The cover of Van Morrison’s Down the Road album shows the window of a music shop that reads “Memorabilia & Records”, with classic LP’s by Louis Armstrong, Muddy Waters, Ray Charles, and others on display. Fact is, some of Morrison’s albums would have fit in quite well with the assortment that is presented, and Lord knows that he’s released enough albums over the years to fill the entire window. Down the Road does not show us any new side of Van the man. For the past decade or so, Van has vacillated between gorgeous reflections on the wonders of life and solid rhythm and blues workouts. This record falls squarely in the camp of the latter. With only a few tracks excepting, Down the Road is an R&B record, done exactly the way that anyone familiar with Morrison’s work has come to expect.

For all intents and purposes, Down the Road could have been a new Ray Charles album. The connection between Morrison and Charles has been fairly obvious since the mid-seventies, but here it becomes all too obvious, with the album hovering somewhere between tribute and interpretation. There is even a version of the covered-to-the-point-of-abuse “Georgia On My Mind”, a song that Charles made entirely his own on “Modern Sounds in Country and Western Music”, way back in 1960. There is nothing that any singer could do to improve on Charles’ version, so the version here sounds perfunctory at best, as if it Morrison tossed it off with casual abandon.

The album is weighed heavily with R&B shuffles, i.e., the “Moondance” lope (“Hey Mr. DJ”, “Whatever Happened to PJ Proby”, “Choppin’ Wood”) and Irish waltzes (“What Makes the Irish Heart Beat”, “The Beauty of Days Gone By”, “Only a Dream”). Morrison philosophizes on his reasons for embracing his beloved R&B on the song “Whatever Happened to P.J. Proby?, a strange subject for his focus, especially since most Americans have no idea who this guy is. (FYI, P. J. Proby was an English singer best known for routinely tearing his pants during his live performances).

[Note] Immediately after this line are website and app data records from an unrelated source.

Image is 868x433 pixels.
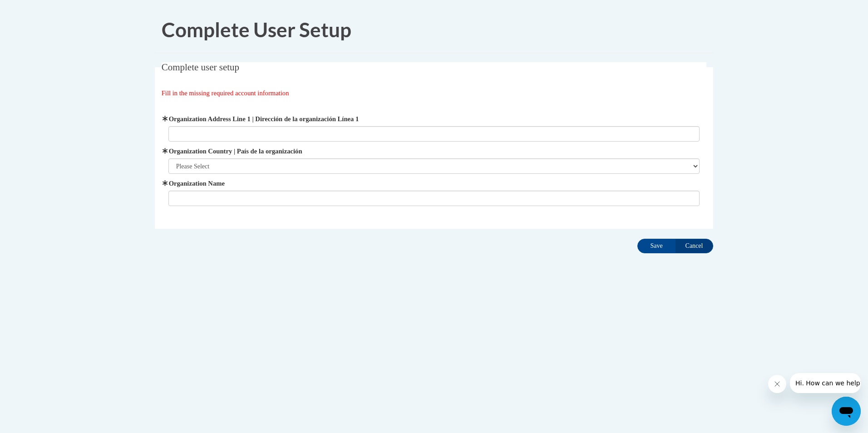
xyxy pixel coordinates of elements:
label: Organization Address Line 1 | Dirección de la organización Línea 1 [168,114,700,124]
span: Hi. How can we help? [5,6,74,14]
input: Metadata input [168,126,700,142]
label: Organization Name [168,178,700,188]
iframe: Close message [768,375,786,393]
span: Complete User Setup [162,18,351,41]
iframe: Message from company [790,373,861,393]
label: Organization Country | País de la organización [168,146,700,156]
span: Complete user setup [162,62,239,73]
input: Metadata input [168,191,700,206]
input: Save [637,239,675,253]
input: Cancel [675,239,713,253]
span: Fill in the missing required account information [162,89,289,97]
iframe: Button to launch messaging window [832,397,861,426]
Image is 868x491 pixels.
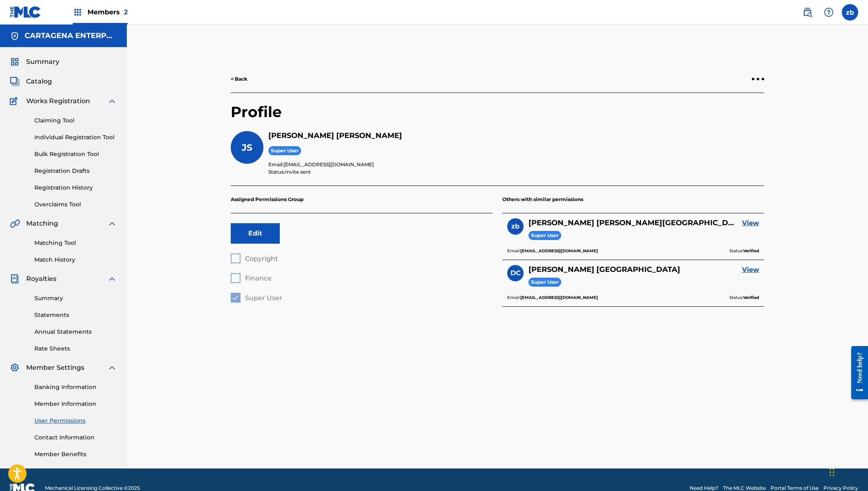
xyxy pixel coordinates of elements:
a: Public Search [799,4,816,20]
a: Contact Information [35,433,117,441]
img: Royalties [10,274,20,284]
span: Invite sent [286,169,311,175]
a: < Back [231,76,247,83]
span: Summary [26,57,60,67]
a: Banking Information [35,382,117,391]
h5: zoraida baez cartagena [529,218,737,228]
a: Matching Tool [35,239,117,248]
a: Individual Registration Tool [35,133,117,142]
a: Overclaims Tool [35,200,117,209]
a: SummarySummary [10,57,60,67]
span: Royalties [26,274,57,284]
a: Claiming Tool [35,116,117,125]
a: Member Benefits [35,450,117,459]
img: expand [107,218,117,228]
span: Catalog [26,76,52,87]
a: View [742,265,759,274]
img: expand [107,363,117,372]
p: Status: [268,168,764,175]
div: User Menu [842,4,858,20]
img: Accounts [10,31,20,41]
p: Status: [730,294,759,301]
span: Super User [529,277,561,287]
img: Member Settings [10,363,20,372]
img: Summary [10,57,20,67]
a: Registration History [35,183,117,192]
span: [EMAIL_ADDRESS][DOMAIN_NAME] [284,161,374,168]
a: Rate Sheets [35,345,117,353]
b: [EMAIL_ADDRESS][DOMAIN_NAME] [520,295,598,300]
b: Verified [743,248,759,253]
img: MLC Logo [10,6,41,18]
div: Drag [830,460,835,484]
span: Works Registration [26,96,90,106]
img: search [803,7,813,17]
a: Statements [35,310,117,320]
img: Top Rightsholders [73,7,83,17]
span: Member Settings [26,363,85,372]
span: DC [510,268,521,278]
p: Email: [268,160,764,168]
span: 2 [124,8,128,16]
h5: Jeannie Santiago [268,131,764,140]
a: Bulk Registration Tool [35,150,117,158]
h5: Derek Cartagena [529,265,680,274]
p: Email: [507,248,598,255]
a: User Permissions [35,416,117,425]
button: Edit [231,223,280,243]
h5: CARTAGENA ENTERPRISES, INC. [24,31,117,41]
h2: Profile [231,103,764,131]
b: [EMAIL_ADDRESS][DOMAIN_NAME] [520,248,598,253]
span: JS [241,142,252,153]
img: Matching [10,218,20,228]
div: Help [821,4,838,20]
a: Match History [35,255,117,264]
span: Matching [26,218,58,228]
img: expand [107,274,117,284]
span: zb [511,221,520,231]
img: help [824,7,834,17]
a: Registration Drafts [35,167,117,175]
p: Assigned Permissions Group [231,186,492,214]
img: expand [107,96,117,106]
b: Verified [743,295,759,300]
a: Annual Statements [35,328,117,336]
a: CatalogCatalog [10,76,52,87]
a: Summary [35,294,117,302]
iframe: Chat Widget [827,451,868,491]
p: Email: [507,294,598,301]
span: Members [88,7,128,17]
img: Works Registration [10,96,20,106]
span: Super User [268,146,301,156]
a: Member Information [35,400,117,408]
span: Super User [529,231,561,240]
iframe: Resource Center [845,340,868,406]
p: Status: [730,248,759,255]
a: View [742,218,759,228]
p: Others with similar permissions [503,186,764,214]
img: Catalog [10,76,20,87]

Guys like Proby and Screaming Lord Sutch don’t really figure into any American’s idea of classic R&B, but Morrison observed the trend from Belfast, and that experience informs his impressions profoundly. On said song, he laments that there’s “not much to relate to anymore ‘less you want to be mediocre”. Elsewhere, on “Talk is Cheap” he sings, “You killed your savior, new one can’t be found. Talk is cheap, your savior’s highway bound,” as if to tell us that we’ve lost our way, straying too far from the core. Rather than break new ground, then, Morrison chooses the comfort of familiarity, making Down the Road an enjoyable tribute to days gone by.